Home, Overview

AMS 381A / COLI 331J / PPL 380m / RHET 450G. Race for Glory. Andrew Scholtz, Instructor (ascholtz@binghamton.edu). TR 10:05-11:30. LN 2405. GenEds: H, O, Harpur W (writing). Students with special needs, please inform instructor.

In a poem from 1845, Edgar Allan Poe longs for "the glory that was Greece, / And the grandeur that was Rome." But what was Greek glory under Rome? As we shall see, it was in many ways a re-performance of past greatness in the face of a problematic present. For the challenge posed by being proudly Greek under Roman rule involved a tricky sort of negotiation, both with the ruling power and with fellow Imperial subjects. Indeed, it seems to have fostered a climate of intense rivalry in the Greek-speaking Roman East, whose star orators, athletes, and others competed on a grand scale.

Library of Celsus, Ephesus
Library of Celsus, Ephesus (Wikipedia)

Hence competition as a theme central to the course: celebrity sophists battling one another for prestige; cities battling for Imperial favor; ordinary folks seeking to get ahead of, or not to be left behind by, other ordinary folks. There were prizes to be won, but dangers, too, especially those posed by envious rivals. In the end, such concerns generated much cultural production, but they reveal as well fault-lines within ideologies shaping the creation and ancient reception of materials to be studied.

As for topics to be explored, they include:

  • Athletic training and competition
  • Euergetism, i.e., the race for prestige by wealthy sponsors of public works
  • Rhetorical culture, which, for the time and place that concerns us, often goes by the name second sophistic"
  • Issues of gender and sexuality in relation to status and prestige
  • Literary treatments of the experiences of sub-elites.
Winged Victory, Ephesus
Nike ("Winged Victory"), Ephesus. Andrew Hurley, Flickr

Those topics we shall explore through physical and written evidence: architecture, art, writings, inscriptions. Texts, mostly in PDF form, include:

  • Philostratus
    • On Athletic Training
    • Life of Apollonius of Tyana
    • Lives of the Sophists
  • Alciphron
    • Select Letters
  • Aelius Aristeides
    • Select speeches
    • Excerpts from Sacred Tales
  • Lucian
    • Death of Peregrinus
    • The True Story (or, A Trip to the Moon)
    • Select declamations
  • Polemon
    • Physiognomy
  • Excerpts from rhetorical textbooks

For a typical class, expect to prepare by reading an assigned text or texts, on which you'll enter a quiz response. Expect As well to participate in discussion. We shall also be doing a lot of group work with speech-writing and -presenting. There will, furthermore, be oral and written orations to present, and along with that, anonymous peer-critiquing. Midterm and final.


Determine the number of lines of the records below that include "variable". Respond with the number and no other text.

..........

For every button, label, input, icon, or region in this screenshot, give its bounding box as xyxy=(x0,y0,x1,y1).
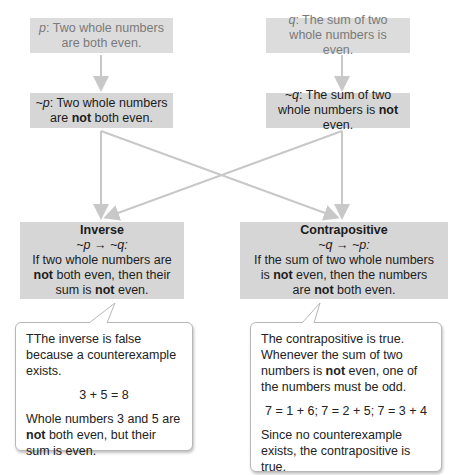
contrapositive-callout: The contrapositive is true. Whenever the… xyxy=(250,322,442,472)
contrapositive-form: ~q → ~p: xyxy=(318,238,369,253)
inverse-callout-tail xyxy=(85,302,125,324)
not-p-bold: not xyxy=(72,111,91,125)
inverse-line3a: sum is xyxy=(55,283,95,297)
inverse-note-equation: 3 + 5 = 8 xyxy=(26,387,182,403)
inverse-note-text-a: Whole numbers 3 and 5 are xyxy=(26,412,180,426)
contrapositive-title: Contrapositive xyxy=(300,223,388,238)
contrapositive-line1: If the sum of two whole numbers xyxy=(254,253,434,268)
inverse-form: ~p → ~q: xyxy=(76,238,127,253)
contrapositive-note-bold: not xyxy=(326,364,345,378)
symbol-not-p: ~p xyxy=(35,96,49,110)
inverse-title: Inverse xyxy=(80,223,124,238)
contrapositive-note-equation: 7 = 1 + 6; 7 = 2 + 5; 7 = 3 + 4 xyxy=(261,403,431,419)
contrapositive-bold2: not xyxy=(314,283,333,297)
statement-q-text: : The sum of two whole numbers is even. xyxy=(289,13,387,57)
arrow-not-p-to-contrapositive xyxy=(101,131,336,217)
arrow-not-q-to-inverse xyxy=(107,131,342,217)
contrapositive-line3b: both even. xyxy=(334,283,396,297)
contrapositive-box: Contrapositive ~q → ~p: If the sum of tw… xyxy=(240,222,448,299)
contrapositive-line2a: is xyxy=(261,268,274,282)
contrapositive-callout-tail xyxy=(298,302,338,324)
inverse-note-text-b: both even, but their sum is even. xyxy=(26,428,156,458)
statement-p-text: : Two whole numbers are both even. xyxy=(46,21,164,50)
inverse-line3b: even. xyxy=(114,283,148,297)
inverse-line2: both even, then their xyxy=(53,268,170,282)
inverse-bold1: not xyxy=(34,268,53,282)
inverse-bold2: not xyxy=(95,283,114,297)
inverse-box: Inverse ~p → ~q: If two whole numbers ar… xyxy=(20,222,184,299)
statement-p: p: Two whole numbers are both even. xyxy=(30,18,173,53)
symbol-p: p xyxy=(39,21,46,35)
inverse-note-intro: TThe inverse is false because a countere… xyxy=(26,331,182,379)
inverse-callout: TThe inverse is false because a countere… xyxy=(15,322,193,451)
not-p-text-b: both even. xyxy=(91,111,153,125)
statement-not-p: ~p: Two whole numbers are not both even. xyxy=(30,93,173,128)
inverse-line1: If two whole numbers are xyxy=(32,253,172,268)
symbol-not-q: ~q xyxy=(285,88,299,102)
contrapositive-line3a: are xyxy=(293,283,315,297)
not-q-text-b: even. xyxy=(323,118,354,132)
contrapositive-bold1: not xyxy=(273,268,292,282)
inverse-note-bold: not xyxy=(26,428,45,442)
not-q-bold: not xyxy=(379,103,398,117)
contrapositive-line2b: even, then the numbers xyxy=(293,268,428,282)
statement-q: q: The sum of two whole numbers is even. xyxy=(266,18,410,53)
statement-not-q: ~q: The sum of two whole numbers is not … xyxy=(266,93,410,128)
contrapositive-note-conclusion: Since no counterexample exists, the cont… xyxy=(261,427,431,475)
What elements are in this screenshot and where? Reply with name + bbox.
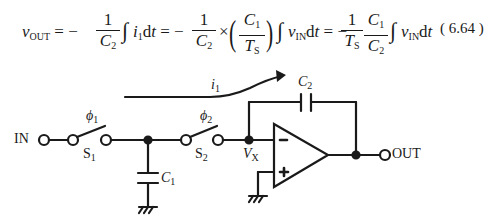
cap-c2-label: C2 [298,74,312,91]
subscript: 1 [91,152,96,163]
t-symbol: t [428,22,433,41]
node-vx-label: VX [243,146,259,163]
cap-c1-label: C1 [161,170,175,187]
c-symbol: C [161,170,170,185]
v-symbol: V [243,146,252,161]
subscript: 2 [307,80,312,91]
switch-s1-label: S1 [83,146,96,163]
s-symbol: S [195,146,203,161]
subscript: IN [409,31,420,42]
output-node [353,152,360,159]
subscript: 2 [207,114,212,125]
d-symbol: d [419,22,428,41]
subscript: X [252,152,259,163]
opamp-triangle [274,124,328,187]
switch-s2-lever [190,126,217,137]
phase-1-label: ϕ1 [86,108,98,125]
arrow-head-icon [276,70,286,82]
in-label: IN [14,131,29,147]
switch-s2-contact-b [213,135,223,145]
out-label: OUT [392,146,421,162]
output-terminal [380,150,390,160]
integrand-vin-dt-final: vINdt [401,22,432,42]
subscript: 1 [215,83,220,94]
subscript: 1 [170,176,175,187]
subscript: 1 [93,114,98,125]
phase-2-label: ϕ2 [200,108,212,125]
switch-s2-label: S2 [195,146,208,163]
switch-s1-contact-b [101,135,111,145]
c-symbol: C [298,74,307,89]
subscript: 2 [203,152,208,163]
v-symbol: v [401,22,409,41]
input-terminal [39,135,49,145]
switch-s1-lever [77,126,105,137]
s-symbol: S [83,146,91,161]
current-i1-label: i1 [211,77,220,94]
current-arrow [125,76,282,97]
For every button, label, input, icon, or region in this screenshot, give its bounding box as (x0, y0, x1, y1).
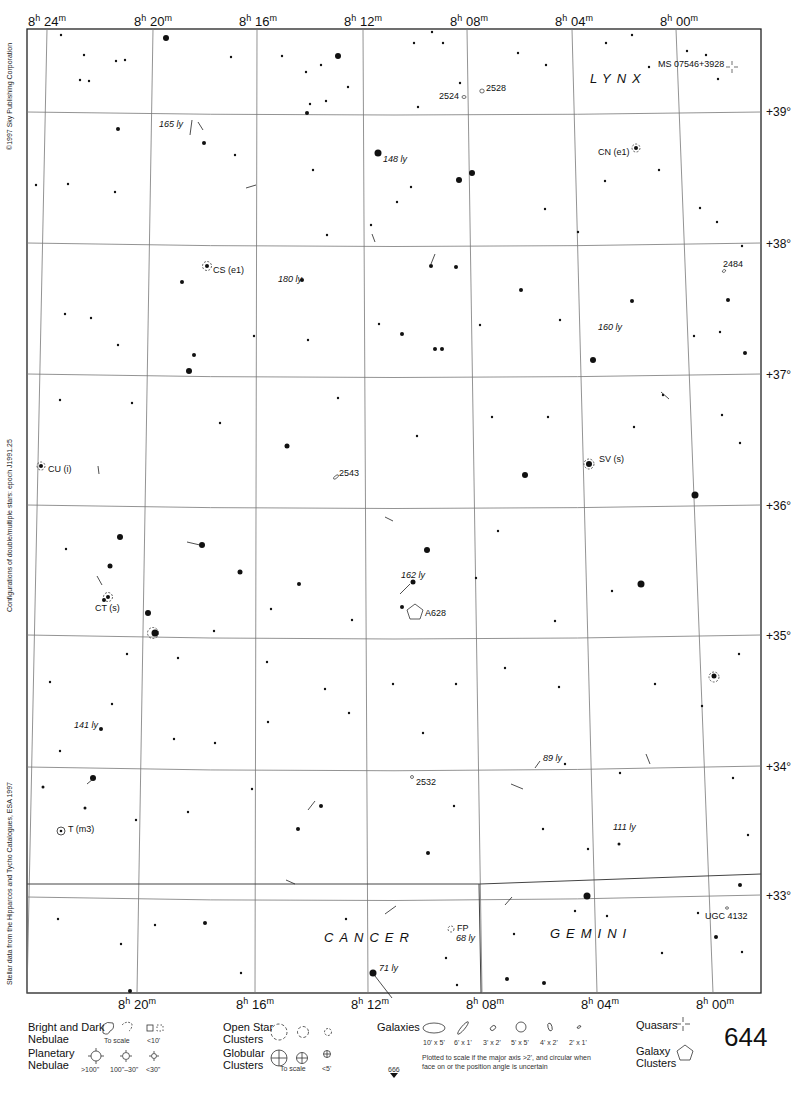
legend-galaxy-size: 6' x 1' (454, 1039, 472, 1046)
legend-p2: 100"–30" (110, 1066, 138, 1073)
legend-galaxies: Galaxies (377, 1021, 420, 1033)
ra-gridlines (27, 29, 713, 993)
constellation-gemini: GEMINI (550, 926, 632, 941)
galaxies (333, 89, 729, 909)
legend-globular-clusters: Globular Clusters (223, 1047, 265, 1071)
label-a628: A628 (425, 608, 446, 618)
legend-open-clusters: Open Star Clusters (223, 1021, 273, 1045)
legend-galaxy-note: Plotted to scale if the major axis >2', … (422, 1053, 602, 1071)
galaxy-ugc4132 (726, 907, 729, 909)
label-fp: FP (457, 923, 469, 933)
variable-star-rings (37, 144, 719, 932)
label-cu: CU (i) (48, 464, 72, 474)
galaxy-2484 (722, 269, 726, 273)
legend-planetary: Planetary Nebulae (28, 1047, 74, 1071)
legend-lt10: <10' (147, 1037, 160, 1044)
label-ms07546: MS 07546+3928 (658, 59, 724, 69)
label-ugc4132: UGC 4132 (705, 911, 748, 921)
galaxy-2524 (462, 96, 466, 99)
label-165ly: 165 ly (159, 119, 184, 129)
label-162ly: 162 ly (401, 570, 426, 580)
label-89ly: 89 ly (543, 753, 563, 763)
next-page-link[interactable]: 666 (388, 1066, 400, 1073)
map-frame (27, 29, 761, 993)
legend-nebulae: Bright and Dark Nebulae (28, 1021, 104, 1045)
legend-galaxy-size: 3' x 2' (483, 1039, 501, 1046)
label-71ly: 71 ly (379, 963, 399, 973)
label-t: T (m3) (68, 824, 94, 834)
label-cs: CS (e1) (213, 265, 244, 275)
stars (42, 35, 748, 993)
label-2484: 2484 (723, 259, 743, 269)
bright-nebula-icon (103, 1022, 114, 1034)
label-141ly: 141 ly (74, 720, 99, 730)
page-number: 644 (724, 1022, 767, 1053)
legend-glob-scale: To scale (280, 1065, 306, 1072)
label-sv: SV (s) (599, 454, 624, 464)
constellation-cancer: CANCER (324, 930, 415, 945)
legend-lt5: <5' (322, 1065, 331, 1072)
label-160ly: 160 ly (598, 322, 623, 332)
next-page-arrow-icon (390, 1073, 398, 1078)
galaxy-2532 (411, 776, 414, 779)
label-cn: CN (e1) (598, 147, 630, 157)
label-2543: 2543 (339, 468, 359, 478)
legend-galaxy-size: 10' x 5' (423, 1039, 445, 1046)
star-map[interactable]: LYNX CANCER GEMINI MS 07546+3928 2524 25… (0, 0, 810, 1093)
label-2524: 2524 (439, 91, 459, 101)
legend-galaxy-clusters: Galaxy Clusters (636, 1045, 676, 1069)
label-148ly: 148 ly (383, 154, 408, 164)
quasar-ms07546-icon (726, 61, 738, 73)
label-68ly: 68 ly (456, 933, 476, 943)
galaxy-cluster-a628 (407, 604, 423, 619)
label-ct: CT (s) (95, 603, 120, 613)
legend-p3: <30" (146, 1066, 160, 1073)
small-nebula-icon (147, 1025, 153, 1031)
legend-to-scale: To scale (104, 1037, 130, 1044)
constellation-lynx: LYNX (590, 71, 647, 86)
legend-galaxy-size: 5' x 5' (511, 1039, 529, 1046)
label-2528: 2528 (486, 83, 506, 93)
legend-p1: >100" (81, 1066, 99, 1073)
small-dark-nebula-icon (157, 1025, 163, 1031)
label-2532: 2532 (416, 777, 436, 787)
label-111ly: 111 ly (613, 822, 636, 832)
variable-stars (39, 146, 638, 599)
legend-galaxy-size: 2' x 1' (569, 1039, 587, 1046)
galaxy-2528 (480, 89, 484, 93)
dec-gridlines (27, 112, 761, 901)
t-star-symbol (57, 827, 65, 835)
legend-quasars: Quasars (636, 1019, 678, 1031)
label-180ly: 180 ly (278, 274, 303, 284)
motion-vectors (87, 120, 669, 998)
legend-galaxy-size: 4' x 2' (540, 1039, 558, 1046)
dark-nebula-icon (122, 1022, 132, 1031)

..........

REPLY TO THE EXERCISE:
2